Pipes’ score reflects the modern appreciation for Keaton’s work. “The film certainly stands the test of time in terms of its performances and action, especially its stunts. The score is more about playing up its adventurous spirit,” Pipes said.

Pipes watched Ken Burn’s The Civil War to immerse himself in the film’s period sonically, picking up on the folk songs ubiquitous during that era. The war is merely the film’s setting and the film does not speak to the cause of the war or defend slavery. It is an intimate longing for home. “I’ve tried to create themes that are more personal,” Pipes said “It’s a love story. He loves his train and he loves his woman.”

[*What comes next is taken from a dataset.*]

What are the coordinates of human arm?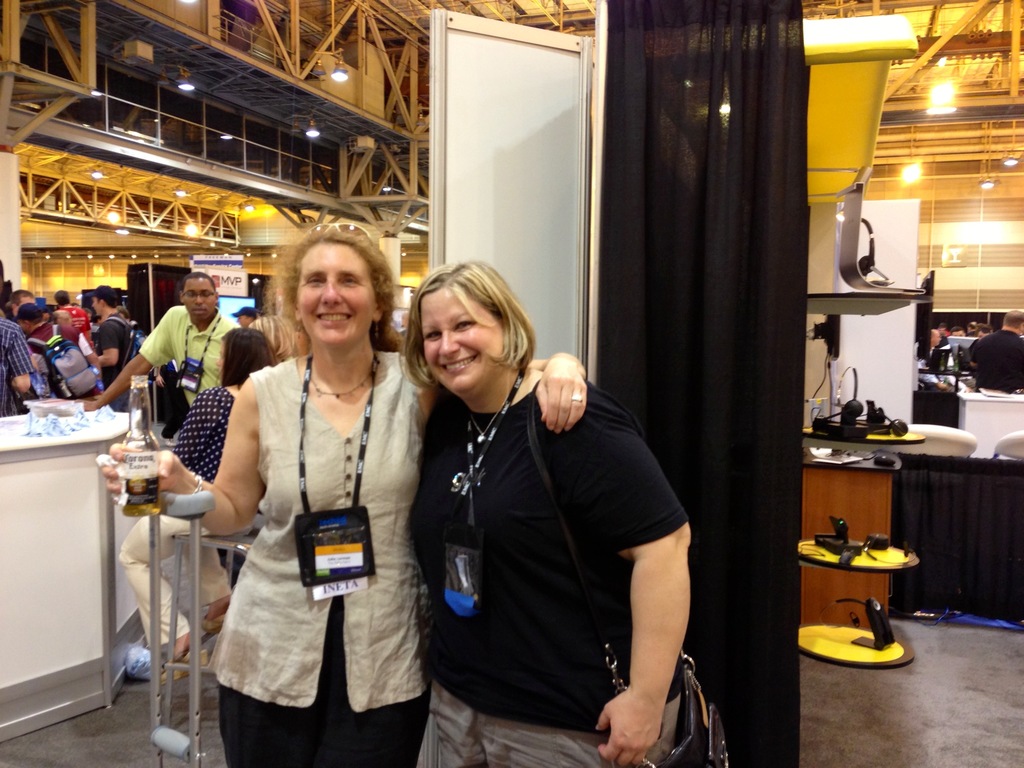
6, 324, 31, 388.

Dallas Chamber Symphony’s 2017-2018 season continues November 7 with Shostakovich’s Chamber Symphony, Op. 110. The season also includes Crossroads, featuring a collaborative work with Dallas Street Choir by artist-in-residence Douglas Buchanan, on January 20; Milhaud’s Creation of the World on February 20; and Yibing Zhang, winner of the Dallas International Piano Competition 2017, will play Rachmaninoff’s Piano Concerto No. 3 on May 1. Dallas International Piano Competition 2018 will take place at SMU’s Meadows School for the Arts March 14-17.

“Each concert is a little different, something for everyone.” McKay said.

MORE: Dallas Chamber Symphony

Kimberly Richard is a North Texan with a passion for the arts. She’s worked with Theatre Three, Inc. and interned for the English National Opera and Royal Shakespeare Company. She graduated from Austin College and currently lives in Garland with her very pampered cocker spaniel, Tessa.